In the wake of the Kentucky school shooting, a look at how kids get guns. Nearly half of our states lack “safe storage” laws to keep guns in homes out of kids’ hands

“I noticed a lady that was distraught, couldn’t find her child,” Adams said. Adams was texting with her son, and tried to get information for the other parent. That’s when they both learned something terrible.

“That was the shooter’s mother,” Adams said. She said the woman went into what seemed like shock.

“I held her hair while she threw up.”

Adams says the mother was in shock.

The shooter took the gun out of her closet,” Adams said.
Safe Storage

“We know that those laws work,” Hannah Shearer said. She’s a staff attorney at the Giffords Law Center to Prevent Gun Violence, which formed after Arizona U.S. Representative Gabby Giffords was shot in 2011.

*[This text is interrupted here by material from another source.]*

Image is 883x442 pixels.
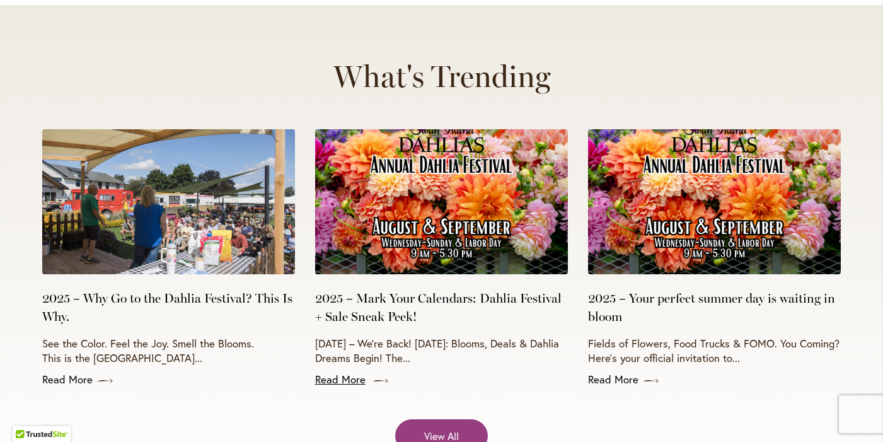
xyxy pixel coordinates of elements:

“There is research that states that have child access prevention laws have successfully reduced unintentional gun injuries among children and also child suicides,” Shearer said. “We know that in states with those laws fewer kids are getting their hands on their parents’ guns and harming themselves with guns.”
Kentucky State Senator Gerald Neal, a Democrat from Louisville, introduced a child access law in the last legislative session.

....

Neal said his bill is not about gun control but about gun safety. He compared it to laws on wearing seat belts. Still, the bill went nowhere. In Ohio, similar bills met a similar fate in the last three sessions.

....

The Ohio Valley region has a high percentage of state lawmakers who get a positive rating from the National Rifle Association for votes or campaign pledges that limit regulation of firearms. The NRA did not return requests for an interview for this story.
 
No need. We can just post here every time there's a new mass shooting. I doubt the thread will stay dormant too long.

Exactly no need for seperate threads for every mass shooting, that is just plain inefficient and confusing.